Hmmmmm….am I the only member of the Verdant Reserve TOMC?
Somebody else write a review, please!

This is one of the selections for July, which I’m just now getting around to trying. I concluded awhile back that although I enjoy all oolongs, even the floral ones, my favorites are without a doubt the roasted Wuyi varieties. There is just something very sensual about them. I love them so much that I recently got a Yixing just for them.

However, this Wuyi is not roasted, so I’m steeping it in my blue lotus porcelain pot, which is a teeny tiny bit bigger than my yixing, but still tiny & adorable. More & more I find myself wanting to drink certain kinds of teas from specific vessels. It just seems to enhance the whole experience (or maybe it’s just my obsessive compulsive nature?).

So…the dry leaf is twisted & lovely & long, like the roasted wuyis that I swoon over, but the coloring is lighter, without the deep reds & blacks that roasted leaves have. The aroma is a gently sweet & floral incense.

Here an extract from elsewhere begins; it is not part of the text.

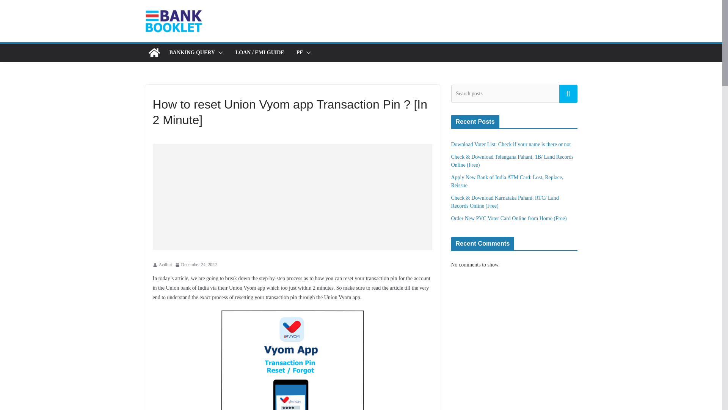  Describe the element at coordinates (165, 264) in the screenshot. I see `Avdhut` at that location.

The tea brews to a lovely honey colored cup. It’s sweet, with layers of flavors: honey, some kind of greens (I want to say edible chrysanthemums, but I’ve never actually eaten them), & there is a floral taste & aroma that rise into the sinuses like a fine incense. That’s one of the things I love about Wuyi’s…that incense-like sensation. At first it freaked me out a little, but now I love it.

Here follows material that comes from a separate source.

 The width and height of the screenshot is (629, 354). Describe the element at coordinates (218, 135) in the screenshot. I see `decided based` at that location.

I’ve been sipping cup after cup of this, while cutting & filing my nails in preparation to practice for a few hours. I have no idea how many cups I’ve drank…maybe 6? The taste is still sweet, not as floral, & my tongue is tingling as if I were drinking a lightly peach flavored sparkling mineral water, making me think of a really fresh & pure artesian spring, bubbling up through the rocky earth, somewhere in the Wuyi Mountains. Now I want to go there, to sit & drink from this spring & just breath. I think I’m tea-drunk, LOL.

Dinosara

Haha, I am still getting them but I haven’t been able to get around to them lately! I think this one will be on the docket for this weekend.

Terri HarpLady

Final note: I stepped out back, wandered around my garden, picked a few perfectly ripe peaches from Ellie (my peach tree, named after my Great Dane who passed from this world 4 years ago). The peaches aren’t always pretty, & you have to sometimes carve around some funky spots, but the reward is SO worth it. There is nothing like a homegrown tree ripened peach! The final cup of this tea, after eating the peaches, is mineral with an bit of a cooked grain like taste.

Bonnie

My memory is shot! I had company too which threw me off. Now I’ll have to go back and see what I’ve logged and what’s missing. Hate when I do that!